Mutasim Ali, a leader of the asylum seeker community, is the first Sudanese national to be recognized as a refugee by the State of Israel. He requested asylum four years ago and spent 14 months at the Holot detention facility.

On June 23, 2016 the Interior Ministry informed Ali’s attorney, Asaf Weitzen from Hotline for Refugees and Migrants, that Interior Minister Aryeh Mahlouf Deri adopted the recommendation of professional bodies and granted Ali refugee status.

Mutasim Ali is a political activist and resident of the Darfur region in Sudan. In 2003 he left his village to study geology at Omdurman University, where he began to engage in political activity on behalf of the Darfur region. In 2005, while he was at the university, his village was burned down by militias supported by the government of Sudan and his parents fled to a refugee camp in northern Darfur, where they remain to this day. During his university studies Mutasim was a political activist in a movement that called for freeing Sudan. He organized and took part in civil non-violent protests, and distributed information about the situation in Sudan and the authorities’ treatment of Darfur residents, while calling for international intervention. As a result of his political activity he was arrested a number of times and detained without trial, held in isolation, and tortured. Following his last detention, he was compelled to flee Sudan.

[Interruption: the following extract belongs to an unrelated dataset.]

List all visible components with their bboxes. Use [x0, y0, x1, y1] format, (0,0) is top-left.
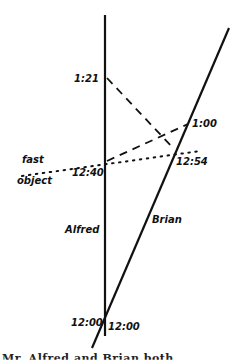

He arrived in Israel in May 2009 and was jailed for several months. Since his release Mutasim tried to seek asylum, but the Interior Ministry repeatedly prevented him from doing so. In 2012 Mutasim filed the asylum request in accordance with Interior Ministry regulations, but was not summoned for an interview. In 2014, at around the time the state opened the Holot detention facility, Mutasim was told to report to the facility. Three administrative appeals and three appeals to the Supreme Court convinced the state to advance his asylum request and release him from Holot.

Now, seven years after he arrived in Israel, four years after he requested asylum, and after 14 months in the Holot detention facility, Mutasim has finally been recognized as the first Darfuri refugee in Israel, in accordance with the Refugee Convention.

“I thank the State of Israel that allowed me to be here over the years and accepted my asylum request. I promise that Israel will not regret this. I will continue to contribute to Israeli society and to the asylum seeker community in Israel. I intend to use the status that I was granted in order to improve the situation in Darfur, so that I will be able to return home safely when the time comes. I call on the Government of Israel and countries of the world to take action to end the bloodshed in Darfur and other regions in Sudan. Until then I will continue to work for the refugee community in Israel.”

“I praise the decision and the fact that there was no need for an additional trial in order to recognize Mutasim as a refugee,” Attorney Weitzen said. “This is very exciting, after all of the tribulations, after such an extended period of uncertainty and detention, and after countless legal proceedings – Mutasim has been granted the status that he deserves. I hope this is a harbinger.”